I'm considering just always enabling source maps and throwing away the results as a hack to work around the size increase. Here's my findings:
- Is it much slower to always enable source maps? Let's profile just the hermes command with source maps provided:
- Source maps enabled: ~1.2s
- Source maps disabled: ~815ms
- Baseline bundle (
--no-bytecode
, no source maps, full cache) is about 1.9s, so this 1.2s is a notable increase overall. We should avoid needlessly generating code and not using it. I'd lean toward figuring out what's going on in the HBC command.
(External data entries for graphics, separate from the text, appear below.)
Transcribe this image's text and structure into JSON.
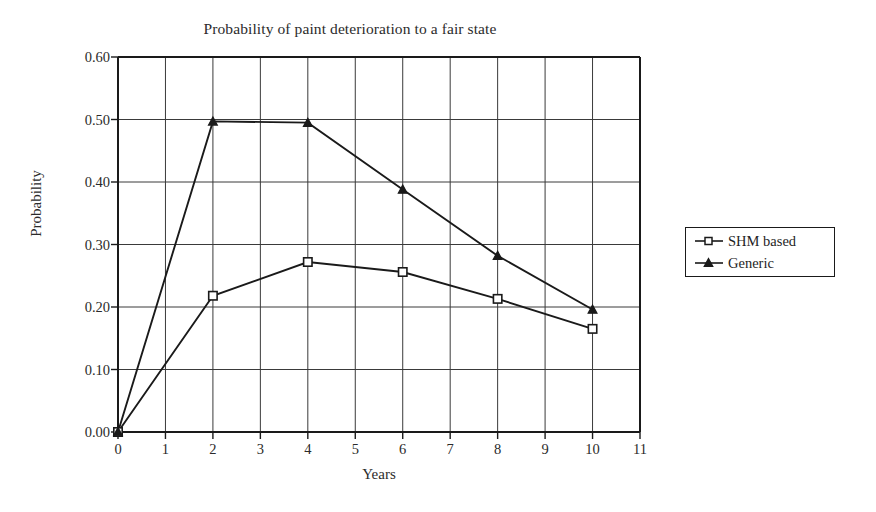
{
  "chart_data": {
    "type": "line",
    "title": "Probability of paint deterioration to a fair state",
    "xlabel": "Years",
    "ylabel": "Probability",
    "xlim": [
      0,
      11
    ],
    "ylim": [
      0,
      0.6
    ],
    "grid": true,
    "legend_position": "right-outside",
    "x_ticks": [
      0,
      1,
      2,
      3,
      4,
      5,
      6,
      7,
      8,
      9,
      10,
      11
    ],
    "x_tick_labels": [
      "0",
      "1",
      "2",
      "3",
      "4",
      "5",
      "6",
      "7",
      "8",
      "9",
      "10",
      "11"
    ],
    "y_ticks": [
      0.0,
      0.1,
      0.2,
      0.3,
      0.4,
      0.5,
      0.6
    ],
    "y_tick_labels": [
      "0.00",
      "0.10",
      "0.20",
      "0.30",
      "0.40",
      "0.50",
      "0.60"
    ],
    "x": [
      0,
      2,
      4,
      6,
      8,
      10
    ],
    "series": [
      {
        "name": "SHM based",
        "marker": "open-square",
        "color": "#1a1a1a",
        "values": [
          0.0,
          0.218,
          0.272,
          0.256,
          0.213,
          0.165
        ]
      },
      {
        "name": "Generic",
        "marker": "filled-triangle",
        "color": "#1a1a1a",
        "values": [
          0.0,
          0.497,
          0.495,
          0.388,
          0.282,
          0.196
        ]
      }
    ]
  },
  "legend": {
    "items": [
      {
        "label": "SHM based"
      },
      {
        "label": "Generic"
      }
    ]
  },
  "colors": {
    "background": "#ffffff",
    "axis": "#1a1a1a",
    "grid": "#3a3a3a",
    "text": "#2b2b2b",
    "series": "#1a1a1a"
  }
}
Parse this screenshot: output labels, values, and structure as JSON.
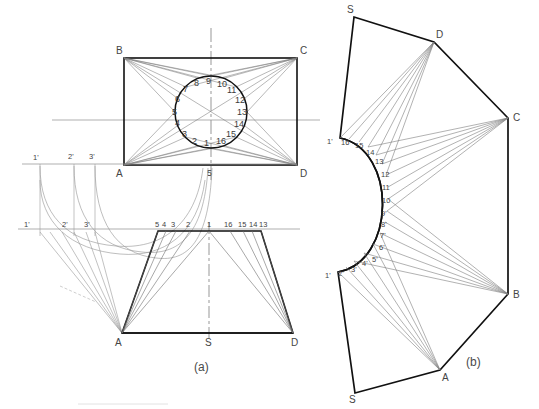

- Will wait to hear from the Hermes team before continuing. It's likely meaningful data that's being added to the bundle and I'm not super interested in solving bugs related to HBC being broken without the upstream-intended debug data.
Was pondering the [Debug offsets...
lines, and figured I'd check the HBC output again. I was a little confused by this part:
Choose optimization level:
-O0 - No optimizations
-Og - Optimizations suitable for debugging
-O - Expensive optimizations
Because we use -O
, and not -Og
, I figured debugging wasn't enabled. This was not the case. Adding -g0
made the bundles just as small as when source maps are enabled!
So it seems like when source maps are skipped, debug info is injected by Hermes to compensate. I'd still like to understand how these debug traces are used before choosing to enable/disable them in Expo CLI (I'd like to avoid adding extra options to the CLI).